Invitation to join the new Folklore without Borders research network. The UK’s Arts and Humanities Research Council have funded this network aiming to embed greater equality, diversity and inclusion (EDI) within UK folklore.

The UK’s Arts and Humanities Research Council have funded a research network aiming to embed greater equality, diversity and inclusion (EDI) within UK folklore. Led by Matthew Cheeseman (University of Derby) and Paul Cowdell (University of Hertfordshire) and running through 2024, the network is hosting an international knowledge exchange on folklore theory, method, and creative and curatorial practices. You are invited to join it!

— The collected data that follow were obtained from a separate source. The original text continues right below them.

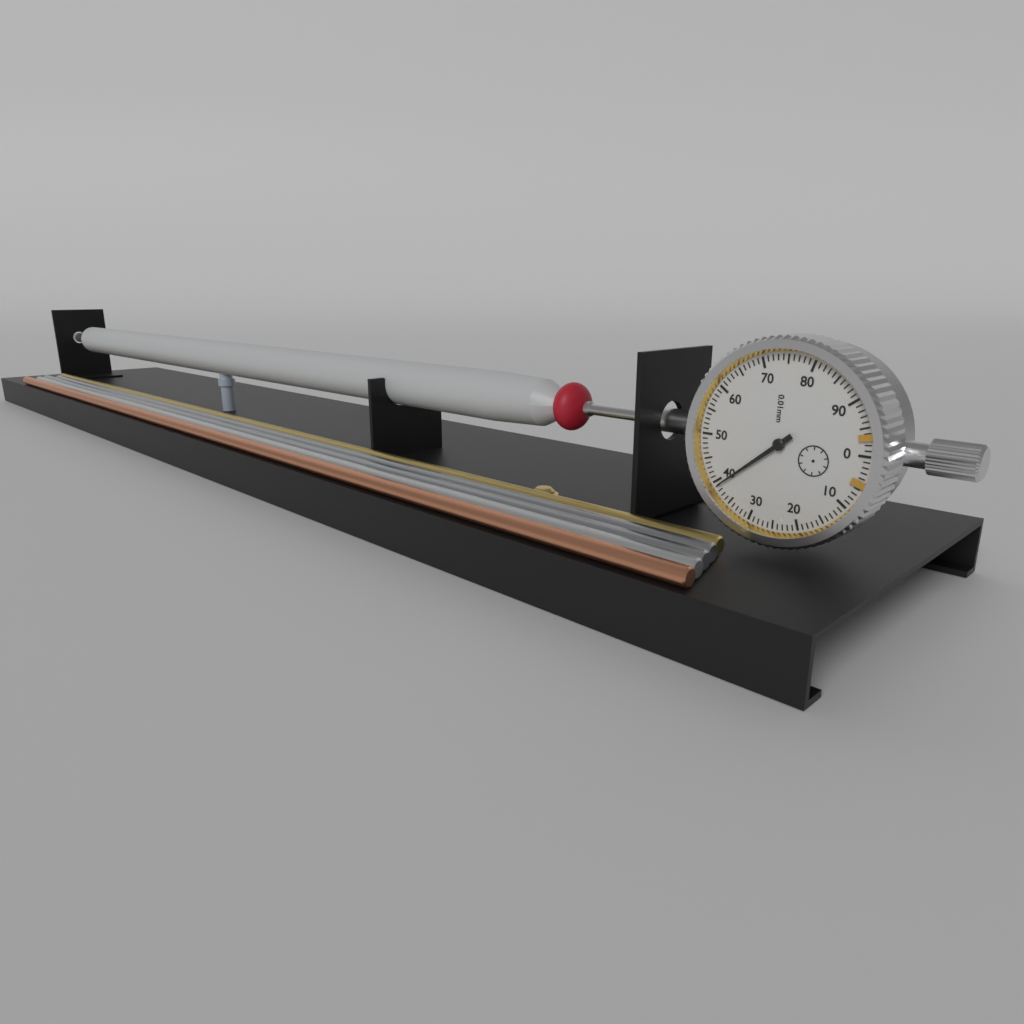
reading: 0.39 mm
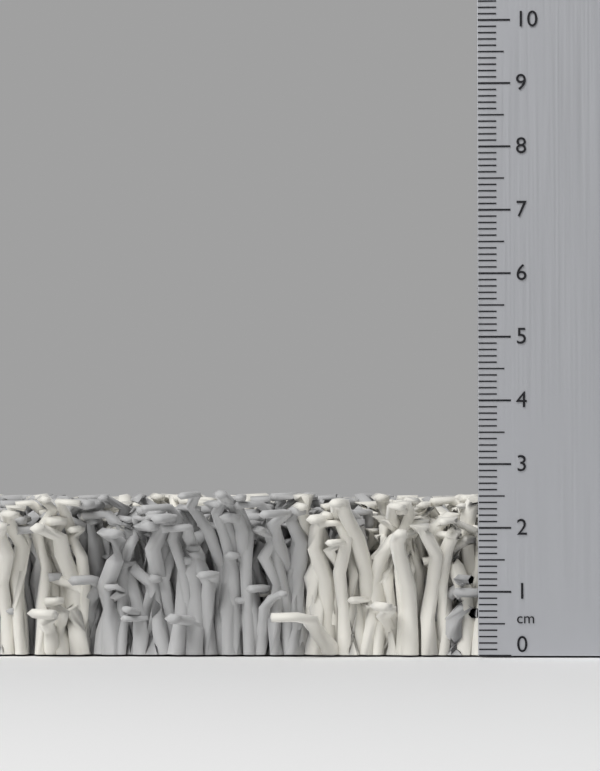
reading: 2.6 cm
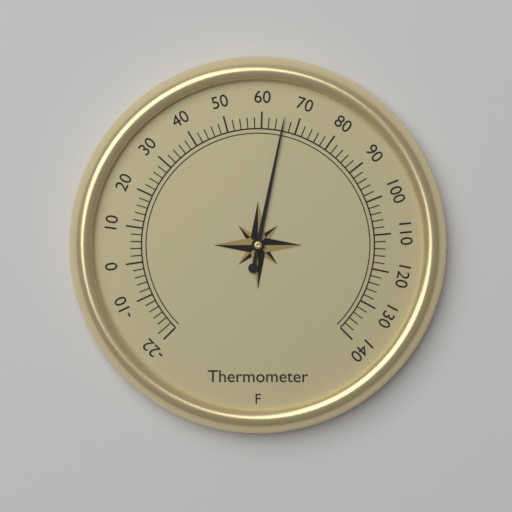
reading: 66 °F
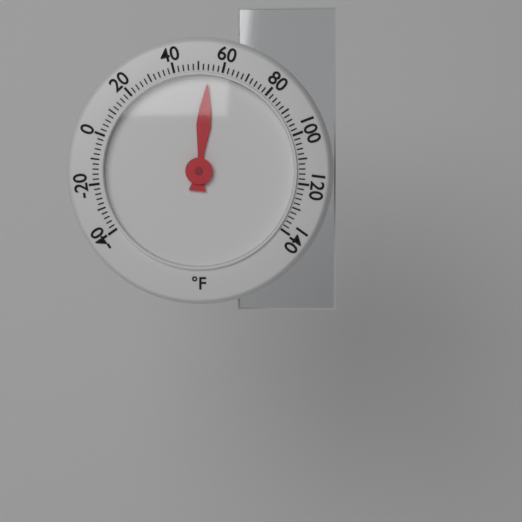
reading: 54 °F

The network is focused on the UK and has already begun. Most of its initial members are from England, with participants from Wales, Scotland, Norway, and the United States. Currently, it includes SIEF members Nicolas Le Bigre (University of Aberdeen), Tina Paphitis (University of Bergen) and Simon Poole (University of Chester). The network conceives of UK folklore as an assemblage collecting researchers, practitioners, creative industry professionals, entrepreneurs, and communicators, all working across three domains: academia (researchers, teachers), independent stakeholders (practitioners, artists, writers; entrepreneurs) and cultural industries (museums, galleries, archives, media).

All of its participants recognise diversity issues in folklore. Some are systemic to Higher Education (HE), creative arts practice and entrepreneurship in the UK (the erasure or under-representation of the minoritized; whether racially, disabled, LGBTQ+, female, particularly at senior career stage), some are specific to the discipline (such as advocacy, representation and agency within folklore research), and some take heightened form in the UK, where interest and involvement in folklore is overwhelmingly white, with an absence of disability, urban, working class voices, diverse genders, races and sexualities.

To facilitate knowledge exchange, the network has two Learned Societies as partners: the Folklore Society and the American Folklore Society. The latter’s Cultural Diversity Committee has, since 1994, developed practice and research in diversifying folklore. There are three further partners, the Folklore Library and Archive, the Folklore Museums Network and Bloc Projects, a contemporary art gallery. The network would like to reach out to SIEF members, from any country, for their involvement and perspectives.

The network seeks to understand and share the cultural value of folklore. How can the perception of folklore as something available to and practised by all groups enter the practice of those who work with folklore in the UK? A series of six digital meetings and three two-day events have been designed to stimulate discussion and generate collaborations. Membership of the network is open to anyone, and all physical events are blended to make attendance possible by digital means.